My lockdown experience was pretty clichéd. Every day was the same in my house in the middle of the capital city, Kathmandu, even with my brother back home from college. I attended online classes, tried some new recipes, cut my own hair…you get the idea. Until one night.
I have always assumed that not even an earthquake could wake me up when I was asleep. Turns out, I was very wrong.
You must have a pretty good idea about a teenager’s reaction to waking up at 5 am. Especially when the said teenager was up past midnight, engrossed in Dan Brown’s mysteries. I scrunched my eyes and turned to my side, bringing the blanket over my eyes. I swear, if my brother is trying to prank me again, I’ll –
My inner monologue stopped when I realized that it wasn’t a hand on my shoulder that had shaken me awake.
I opened my eyes, and they immediately fixated on the swinging ceiling-fan. I quickly glanced across the room and saw the silhouette of a rattling chair. In the distance, I could hear the street dogs barking.
The earthquake was of 5.4 magnitude. Not big enough to cause death and destruction, but enough to take us all back to that dreadful Saturday of April 2015. The day when 9000 Nepalis got crushed to death.
I still remember that day like it was yesterday. I was in that very room, seated on the bed, but with a six-month-old and a three-year-old girl. Just five minutes prior to the quake, I had asked them if they wanted to play in my room, taking them from their mother, who was still having lunch at our little family reunion. I remembered staring at the same fan and trying to shield the girls’ heads with an arm while scooting away on the bed, just in case the fan dropped on us. I remembered their eyes wide and scared, their hands clutching my t-shirt in tight grasps. I remembered a soft voice asking me what was happening.
I also remember what happened afterwards. Terrified shouts of a mother, my cousin, as she burst into the room. The relief in her eyes on seeing her little girls unharmed. The way she carried both of them out alone like a supermom. I remembered all that and more. The countless aftershocks that continued for months. The distraught faces on TV. The debris of the most monumental buildings in the city.
Sitting up on my bed five years later, I placed my sweaty palm flat on the cool wall next to my bed. I waited for the shakes to stop but it was hard to tell since my hands were trembling even more than the earth.
According to a quick Google search, earthquakes generally last less than half a minute.
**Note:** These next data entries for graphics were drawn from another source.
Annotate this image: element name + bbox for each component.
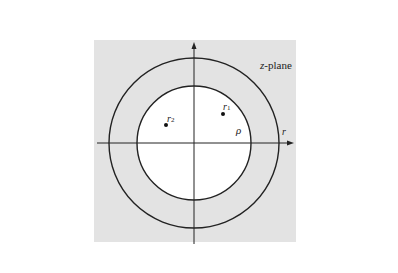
- point-r1: [221, 112, 225, 116]
- plane-label: z-plane: [259, 59, 292, 71]
- r-label: r: [282, 126, 286, 137]
- z-plane-diagram: z-plane r1 r2 ρ r: [0, 0, 398, 273]
- rho-label: ρ: [235, 124, 241, 136]
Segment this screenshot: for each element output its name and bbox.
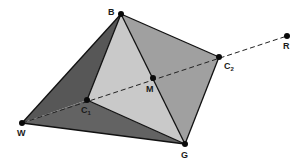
label-G: G xyxy=(181,150,188,160)
point-W-icon xyxy=(19,120,25,126)
tetrahedron-diagram: B R C2 M C1 W G xyxy=(0,0,304,165)
label-M: M xyxy=(146,84,154,94)
label-R: R xyxy=(283,41,290,51)
point-B-icon xyxy=(118,11,124,17)
point-C2-icon xyxy=(216,54,222,60)
diagram-canvas: B R C2 M C1 W G xyxy=(0,0,304,165)
label-B: B xyxy=(108,7,115,17)
point-C1-icon xyxy=(84,97,90,103)
faces-group xyxy=(22,14,219,144)
point-R-icon xyxy=(284,33,290,39)
point-G-icon xyxy=(182,141,188,147)
point-M-icon xyxy=(150,75,156,81)
label-C2: C2 xyxy=(224,61,235,72)
label-W: W xyxy=(17,128,26,138)
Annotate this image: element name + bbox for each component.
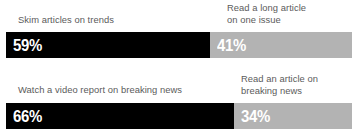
bar-value-primary: 59% bbox=[13, 37, 42, 54]
bar-segment-primary[interactable]: 59% bbox=[6, 32, 210, 58]
bar-segment-secondary[interactable]: 34% bbox=[234, 103, 352, 129]
bar-value-primary: 66% bbox=[13, 108, 42, 125]
category-label-secondary: Read a long article on one issue bbox=[227, 2, 306, 25]
bar-value-secondary: 34% bbox=[241, 108, 270, 125]
bar-track: 59% 41% bbox=[6, 32, 352, 58]
bar-segment-secondary[interactable]: 41% bbox=[210, 32, 352, 58]
category-label-primary: Skim articles on trends bbox=[18, 14, 114, 26]
bar-segment-primary[interactable]: 66% bbox=[6, 103, 234, 129]
category-label-secondary: Read an article on breaking news bbox=[241, 73, 318, 96]
bar-value-secondary: 41% bbox=[217, 37, 246, 54]
bar-track: 66% 34% bbox=[6, 103, 352, 129]
stacked-bar-chart: Skim articles on trends Read a long arti… bbox=[0, 0, 359, 138]
category-label-primary: Watch a video report on breaking news bbox=[18, 84, 182, 96]
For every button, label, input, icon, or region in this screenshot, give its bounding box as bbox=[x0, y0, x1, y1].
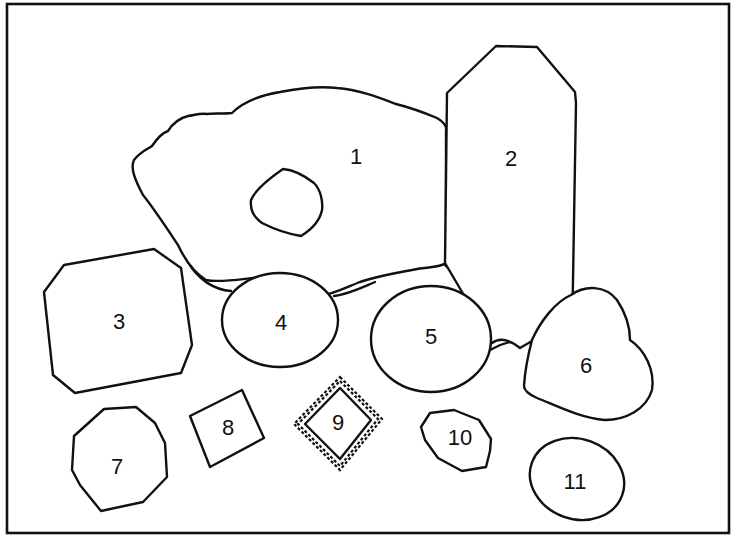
shape-8: 8 bbox=[190, 390, 264, 467]
shape-1-label: 1 bbox=[350, 144, 362, 169]
shape-10: 10 bbox=[421, 410, 491, 471]
shape-7: 7 bbox=[72, 407, 167, 511]
shape-11: 11 bbox=[518, 425, 636, 533]
shape-figure: 1 2 3 4 5 6 7 8 9 1 bbox=[0, 0, 738, 541]
shape-9-label: 9 bbox=[332, 410, 344, 435]
shape-6-label: 6 bbox=[580, 353, 592, 378]
shape-4: 4 bbox=[222, 273, 338, 367]
shape-9: 9 bbox=[294, 377, 382, 470]
shape-8-label: 8 bbox=[222, 415, 234, 440]
shape-7-label: 7 bbox=[111, 454, 123, 479]
shape-1: 1 bbox=[133, 87, 447, 295]
shape-5: 5 bbox=[371, 286, 491, 392]
shape-2-label: 2 bbox=[505, 146, 517, 171]
shape-3-label: 3 bbox=[113, 309, 125, 334]
shape-11-label: 11 bbox=[564, 469, 587, 494]
shape-5-label: 5 bbox=[425, 324, 437, 349]
shape-4-label: 4 bbox=[275, 310, 287, 335]
shape-10-label: 10 bbox=[448, 425, 472, 450]
shape-3: 3 bbox=[44, 249, 192, 393]
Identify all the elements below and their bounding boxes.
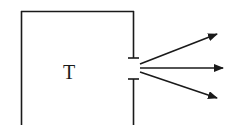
emission-arrows [140,34,223,98]
diagram-canvas: T [0,0,239,125]
arrow-down-right-icon [140,72,217,98]
container-box [21,11,139,125]
arrow-up-right-icon [140,34,217,64]
box-label: T [63,61,75,83]
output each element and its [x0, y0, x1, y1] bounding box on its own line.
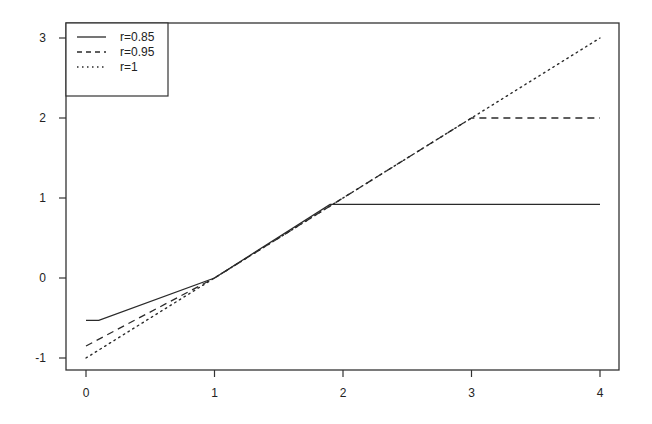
x-tick-label: 2 [340, 386, 347, 400]
x-axis: 01234 [83, 370, 604, 400]
series-r=0.85 [86, 204, 600, 320]
y-axis: -10123 [35, 31, 66, 365]
y-tick-label: 0 [39, 271, 46, 285]
legend-label: r=0.85 [120, 30, 155, 44]
x-tick-label: 1 [211, 386, 218, 400]
x-tick-label: 3 [468, 386, 475, 400]
series-r=0.95 [86, 118, 600, 346]
legend: r=0.85r=0.95r=1 [66, 23, 168, 96]
x-tick-label: 4 [597, 386, 604, 400]
legend-label: r=1 [120, 60, 138, 74]
y-tick-label: 2 [39, 111, 46, 125]
y-tick-label: 3 [39, 31, 46, 45]
y-tick-label: 1 [39, 191, 46, 205]
y-tick-label: -1 [35, 351, 46, 365]
line-chart: 01234 -10123 r=0.85r=0.95r=1 [0, 0, 652, 424]
x-tick-label: 0 [83, 386, 90, 400]
legend-label: r=0.95 [120, 45, 155, 59]
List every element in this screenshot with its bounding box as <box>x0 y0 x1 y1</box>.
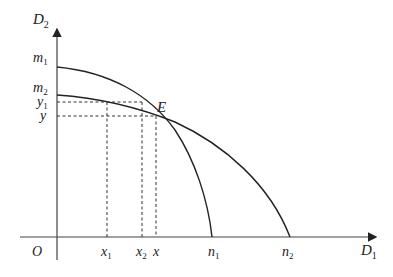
intersection-label-e: E <box>156 99 166 115</box>
tick-x2: x2 <box>135 244 147 261</box>
y-axis-label: D2 <box>32 11 49 30</box>
origin-label: O <box>32 244 42 259</box>
tick-n2: n2 <box>282 244 294 261</box>
tick-y: y <box>38 108 47 123</box>
diagram-canvas: D2 D1 O m1 m2 y1 y x1 x2 x n1 n2 E <box>0 0 393 277</box>
ppf-diagram: D2 D1 O m1 m2 y1 y x1 x2 x n1 n2 E <box>0 0 393 277</box>
tick-x: x <box>152 244 160 259</box>
tick-n1: n1 <box>208 244 220 261</box>
x-axis-label: D1 <box>360 242 377 261</box>
tick-m1: m1 <box>33 50 48 67</box>
curve-m1-n1 <box>57 67 212 237</box>
tick-x1: x1 <box>100 244 112 261</box>
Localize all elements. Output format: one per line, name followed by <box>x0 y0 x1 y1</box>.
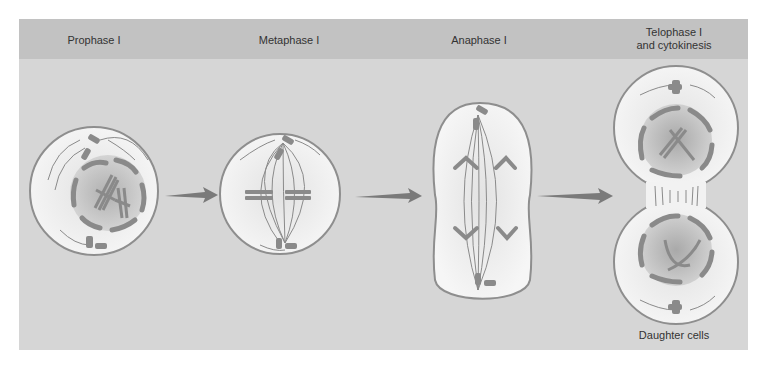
arrow-anaphase-to-telophase <box>537 188 613 204</box>
anaphase-cell <box>433 103 531 299</box>
metaphase-cell <box>220 134 340 254</box>
prophase-cell <box>30 127 158 255</box>
meiosis-illustration <box>0 0 767 368</box>
arrow-prophase-to-metaphase <box>165 187 218 203</box>
telophase-cells <box>608 66 738 324</box>
arrow-metaphase-to-anaphase <box>355 188 422 203</box>
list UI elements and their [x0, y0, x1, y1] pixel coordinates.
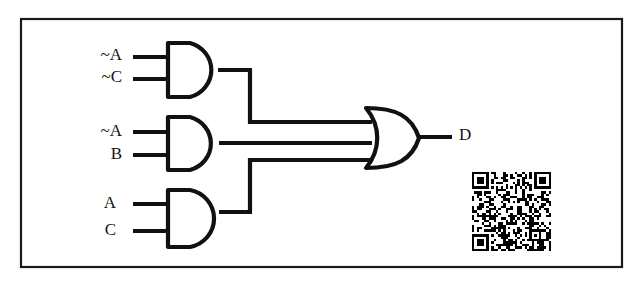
- and-gate-3-body: [168, 190, 214, 247]
- input-label-a3-1: C: [105, 220, 116, 239]
- wire-and1-to-or-input-0: [250, 70, 372, 122]
- and-gate-2-body: [168, 117, 211, 170]
- input-label-a1-1: ~C: [101, 67, 122, 86]
- and-gate-1-body: [168, 43, 211, 97]
- and-gate-3: [133, 190, 252, 247]
- input-label-a2-1: B: [111, 144, 122, 163]
- input-label-a1-0: ~A: [101, 45, 123, 64]
- qr-code: [472, 172, 551, 251]
- and-gate-1: [133, 43, 252, 97]
- or-gate-1-body: [366, 108, 419, 168]
- input-label-a3-0: A: [104, 193, 117, 212]
- or-gate-1: [366, 108, 452, 168]
- wire-and3-to-or-input-2: [250, 160, 372, 212]
- output-label-d: D: [459, 125, 471, 144]
- circuit-diagram-canvas: ~A ~C ~A B A C D: [0, 0, 643, 287]
- input-label-a2-0: ~A: [101, 121, 123, 140]
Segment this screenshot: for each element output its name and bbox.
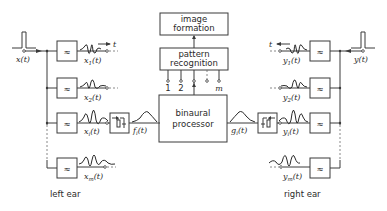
time-arrow-label-left: t — [113, 40, 117, 49]
left-channel-i: ≈ xi(t) fi(t) — [46, 110, 160, 137]
right-channel-label-1: y1(t) — [282, 56, 301, 66]
right-input: y(t) — [340, 32, 375, 64]
left-channel-label-i: xi(t) — [84, 127, 100, 137]
svg-text:≈: ≈ — [316, 47, 323, 57]
channel-connectors: 1 2 m — [165, 70, 223, 95]
image-formation-line2: formation — [173, 23, 214, 33]
left-ear-label: left ear — [50, 189, 81, 199]
binaural-processor-line1: binaural — [176, 108, 211, 118]
arrow-right-icon — [36, 49, 42, 53]
right-ear-label: right ear — [284, 189, 321, 199]
right-channel-i: ≈ yi(t) gi(t) — [227, 110, 341, 137]
left-input-label: x(t) — [16, 55, 30, 64]
arrow-up-icon — [192, 35, 196, 39]
svg-text:≈: ≈ — [63, 119, 70, 129]
right-channel-1: ≈ t y1(t) — [269, 40, 341, 66]
right-channel-m: ≈ ym(t) — [269, 155, 340, 182]
left-channel-2: ≈ x2(t) — [46, 78, 118, 103]
binaural-processor-block: binaural processor — [159, 95, 227, 142]
svg-text:≈: ≈ — [63, 47, 70, 57]
channel-index-m: m — [215, 84, 223, 93]
channel-index-1: 1 — [165, 83, 170, 93]
right-channel-label-2: y2(t) — [282, 93, 301, 103]
right-channel-2: ≈ y2(t) — [270, 78, 341, 103]
channel-index-2: 2 — [178, 83, 183, 93]
left-channel-label-1: x1(t) — [84, 56, 101, 66]
arrow-left-icon — [345, 49, 351, 53]
right-channel-label-i: yi(t) — [282, 127, 299, 137]
svg-text:≈: ≈ — [316, 119, 323, 129]
envelope-label-left: fi(t) — [132, 126, 147, 136]
time-arrow-label-right: t — [269, 40, 273, 49]
svg-text:≈: ≈ — [316, 84, 323, 94]
right-input-label: y(t) — [353, 55, 368, 64]
left-channel-1: ≈ t x1(t) — [46, 40, 118, 66]
left-input: x(t) — [12, 32, 47, 64]
right-channel-label-m: ym(t) — [282, 172, 302, 182]
binaural-processor-line2: processor — [172, 119, 214, 129]
envelope-label-right: gi(t) — [231, 126, 247, 136]
image-formation-block: image formation — [160, 13, 228, 35]
arrow-up-icon — [192, 83, 196, 87]
impulse-icon — [12, 32, 36, 48]
pattern-recognition-block: pattern recognition — [160, 48, 228, 70]
left-channel-label-2: x2(t) — [84, 93, 101, 103]
pattern-recognition-line2: recognition — [170, 58, 218, 68]
binaural-model-diagram: image formation pattern recognition 1 2 … — [0, 0, 387, 211]
svg-text:≈: ≈ — [316, 164, 323, 174]
svg-text:≈: ≈ — [63, 164, 70, 174]
svg-text:≈: ≈ — [63, 84, 70, 94]
impulse-icon — [351, 32, 375, 48]
left-channel-m: ≈ xm(t) — [47, 155, 116, 182]
left-channel-label-m: xm(t) — [84, 172, 103, 182]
In those seconds, if you had told me this fact, I would have refused to believe you. Crises always seem worse than they are.
I knew the excruciating seconds were over when my parents rushed into my room.
As the lockdown continued, many forgot how the walls that surrounded them 24/7 were trembling with uncertainty only a few days earlier. Maybe it was a good thing that they did; we couldn’t go on living in fear of the unknown, whether the unknown was a nation-wide disaster or an infectious virus.